Linguistics Fieldwork at Stanford University
Links
Other Linguistics Fieldwork Sites
Endangered Language Documentation Sites
Books

Linguistics Fieldwork/Language Documentation Sites

The Hans Rausing Endangered Languages Project

http://www.hrelp.org/documentation/whatisit/
Covers documentation methods, recording equipment, archiving, intellectual property protocol.

Jim Fox's Anthropology/Linguistics Fieldwork Checklist

http://www.stanford.edu/~popolvuh/field-checklist.htm
This is the most comprehensive website we've seen so far on tips on what to pack when planning any kind of Linguistic Anthropological Fieldwork. Stanford Professor Jim Fox has covered every potential and necessary packing item you could think of! You won't need everything he lists, but his checklist is sure to keep you from forgetting something possibly crucial to your fieldwork.

Max Planck Institute

http://www.eva.mpg.de/lingua/files/software_tools.html#datacollection
This has it all... Questionnaires, stimulus kits for data elicitation, grammar writing guides, glossing and formatting, ethical issues, interlinear glossing tools, elicitation stimuli, equipment recommendations

Linguistic Data Consortium

http://www.ldc.upenn.edu/exploration/
Describes resources for language documentation and linguistic exploration

Nadine Borchardt's (Uni Bielefeld) language documentation/endangered languages references page

http://wwwhomes.uni-bielefeld.de/nborchardt/nb_referenz_ling.01.html
References for language Documentation, Endangered Languages, Field Linguistics and Typology

UC Berkeley Linguistics Fieldwork Page

http://www.linguistics.berkeley.edu/field/

SIL's Linguistic Fieldwork Page

http://www.sil.org/linguistics/fieldwork.html

SIL's Linguistic Resource Page

http://www.sil.org/linguistics/resources.html

The American Folklife Center

http://www.loc.gov/folklife/fieldwork/


Endangered Language Documentation Sites

http://www.latrobe.edu.au/linguistics/stlapolla_data/PublicationItems/Papers/el.html
Links to a surfeit of resources on language endangerment and language maintenance.

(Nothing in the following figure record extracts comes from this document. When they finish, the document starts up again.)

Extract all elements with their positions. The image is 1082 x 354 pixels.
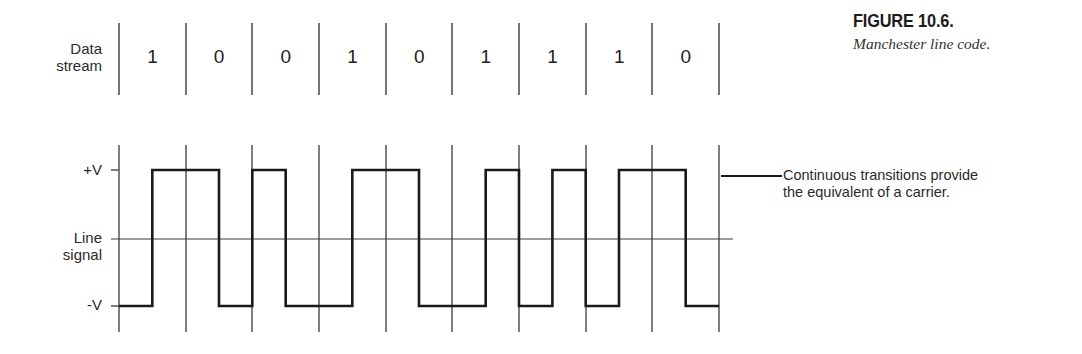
level-high-label: +V — [60, 161, 102, 178]
bit-value: 0 — [253, 46, 319, 68]
bit-value: 0 — [653, 46, 719, 68]
figure-number: FIGURE 10.6. — [853, 10, 954, 32]
bit-value: 1 — [586, 46, 652, 68]
voltage-level-ticks — [111, 170, 119, 306]
manchester-line-code-figure: Data stream 100101110 +V Line signal -V … — [0, 0, 1082, 354]
line-signal-label: Line signal — [40, 229, 102, 263]
bit-value: 0 — [186, 46, 252, 68]
bit-value: 0 — [386, 46, 452, 68]
bit-value: 1 — [453, 46, 519, 68]
callout-line2: the equivalent of a carrier. — [783, 184, 978, 201]
carrier-callout: Continuous transitions provide the equiv… — [783, 167, 978, 201]
manchester-waveform — [119, 170, 719, 306]
callout-line1: Continuous transitions provide — [783, 167, 978, 184]
bit-value: 1 — [120, 46, 186, 68]
figure-caption: Manchester line code. — [853, 35, 990, 53]
data-stream-label-line1: Data — [40, 40, 102, 57]
level-low-label: -V — [60, 296, 102, 313]
line-signal-label-line2: signal — [40, 246, 102, 263]
data-stream-label-line2: stream — [40, 57, 102, 74]
bit-value: 1 — [520, 46, 586, 68]
line-signal-label-line1: Line — [40, 229, 102, 246]
data-stream-label: Data stream — [40, 40, 102, 74]
bit-value: 1 — [320, 46, 386, 68]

A paper on endangered language documentation by Christian Lehmann

http://www.tooyoo.l.u-tokyo.ac.jp/BibLE/
A bibliography on language endangerment (compiled by Tasaku Tsunoda)

http://www.linguistics.ucsb.edu/faculty/gordon/icphs_gordon.pdf
A paper on collecting phonetic data on endangered languages by Matthew Gordon

Resource Network for linguistic diversity

http://www.linguistics.unimelb.edu.au/RNLD/RNLDfaq.html

The Hans Rausing Endangered Languages Project

http://www.hrelp.org/documentation/whatisit/

UNESCO Register of Good Practices in Language Preservation

http://www.unesco.org/culture/endangeredlanguages/goodpractices

Recommended Books

Austin, Peter (ed.). 2004. Language Documentation and Description, Vol 1, papers from the first conference sponsored by the Hans Rausing Endangered Languages Project. London: School of Oriental and African Studies.

Booth, Wayne C., Joseph M. Williams, and Gregory G. Colomb. 2003. The Craft of Research. 2nd Ed. Chicago Guides to Writing, Editing, and Publishing. Chicago: University of Chicago Press.

Kulick, Don. 1992. Language Shift and Cultural Reproduction: Socialization, Self, and Syncretism in a Papua New Guinea Village. New York: Cambridge University. Press.

Newman, Paul and Ratliff, Martha. 2001. Linguistic Fieldwork. Cambridge: CUP.

Payne, T. E. 1997. Describing Morphosyntax. A Guide for Field Linguists. Cambridge: Cambridge University Press.

Vaux, Bert & Justin Cooper. (1999). Introduction into Linguistic Field methods. München, Newcastle: Lincom Europa.


This page is written and maintained by the student members of the Stanford Fieldwork Committee.